The new regulations — the first to take such widespread action for the massive Delta watershed stretching from Fresno to the border with Oregon — could lead to formal curtailment orders for about 5,700 water rights holders as soon as Aug. 16. The decision comes on the heels of curtailment orders issued to nearly 900 water users along the drought-stricken Russian River, with 222 more expected next week.

State Cuts Off Hundreds of Russian River Growers, Ranchers and Others in Drastic Bid to Save Water

A day long dreaded by hundreds of ranchers, grape growers, farmers, water providers and towns arrived Monday as the state ordered them to stop diverting water from the Russian River watershed or be fined $1,000 a day.

State regulators issued orders effective Tuesday prohibiting about 1,500 water rights holders in the upper river — including the cities of Cloverdale and Healdsburg — from diverting water in an effort to preserve rapidly diminishing supplies in Lake Mendocino.

Long Beach Has Head Start on Need to Conserve Water in Drought

Long Beach is in a better position than most of California as the drought deepens and Gov. Gavin Newsom asks residents to cut water use by 15%, city officials say, but that doesn’t mean there isn’t room to save more — with the city’s water board endorsing that reduction goal.

The city, thanks to the changes in lifestyle during the 2012 to 2016 drought, has a lower average water use than most of the state — and is part of a region that has seen its usage in the years since restrictions were lifted increase more slowly than others, according to the Long Beach Water Department.

A Drought Like No Other, NOAA Scientist Says

The West has been so dry and so hot for so long that its current drought has no modern precedent, according to a National Oceanic and Atmospheric Administration meteorologist.

For the first time in 122 years of record-keeping, drought covers almost the entire Western U.S. as measured by the Palmer Drought Severity Index, said Richard Heim, a drought historian and an author of the U.S. Drought Monitor.

“It’s a very simple ‘yes,’ in terms of this drought being unprecedented,” Heim said.

Starving Cows. Fallow Farms. The Arizona Drought Is Among the Worst in the Country

The cotton’s gone.

The alfalfa barely exists.

“Can you even call this a farm?” asked Nancy Caywood, standing on a rural stretch of land her Texas grandfather settled nearly a century ago, drawn by cheap prices and feats of engineering that brought water from afar to irrigate central Arizona’s arid soil.

Opinion: San Diego’s in an Eerie Climate-Change Bubble, at Least for the Moment

San Diego has long been blessed with its weather.

But this summer, it’s ridiculous — as in ridiculously good compared with the extreme weather exacerbated by climate change that’s wreaking havoc elsewhere.

Across oceans or up the coast, it seems various regions of the world are either burning or drowning.

But here, this summer has been, well, very San Diego.
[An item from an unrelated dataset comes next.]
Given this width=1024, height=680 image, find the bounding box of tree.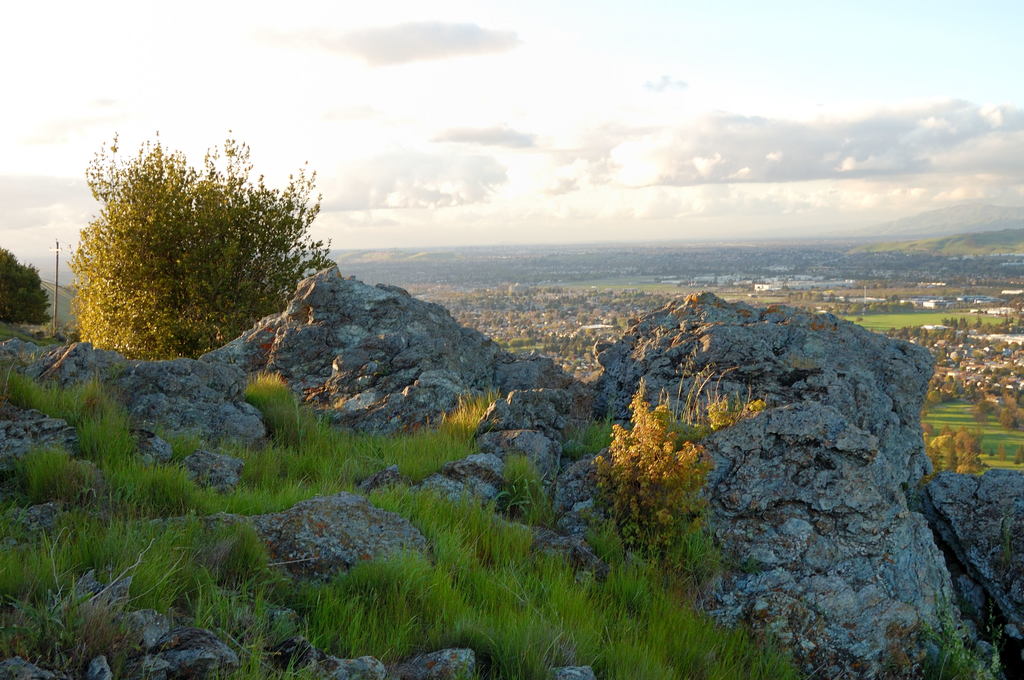
rect(957, 451, 981, 471).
Sure, there have been hot spells and even some record temperatures, but really nothing much out of the ordinary.

Drought is Pushing More Saltwater Into the Sacramento-San Joaquin River Delta. California Built a Wall to Keep it Out.

Drought conditions have prompted the building of a 750-foot wide rock barrier to prevent saltwater intrusion into the Sacramento-San Joaquin River Delta.
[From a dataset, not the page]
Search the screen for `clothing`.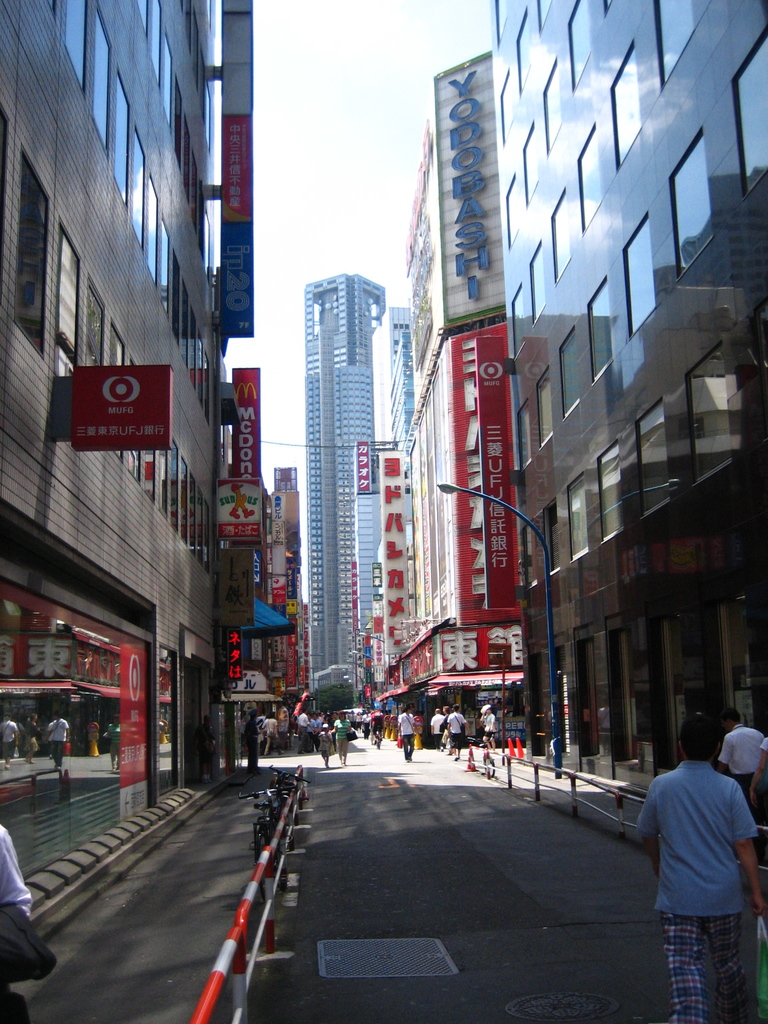
Found at left=721, top=719, right=767, bottom=801.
The California Department of Water Resources constructed the temporary barrier with 110,000 cubic yards of rock off West False River in Contra Costa County. Principal engineer Jacob McQuirk said that without the barrier, saltwater would endanger freshwater supplies in the Delta and water exports to the south.

“Every tidal cycle, that saltwater slowly propagates into the interior Delta,” he said. “Really, the beneficial uses of the interior Delta, they include agricultural supply, also interior municipal supplies.”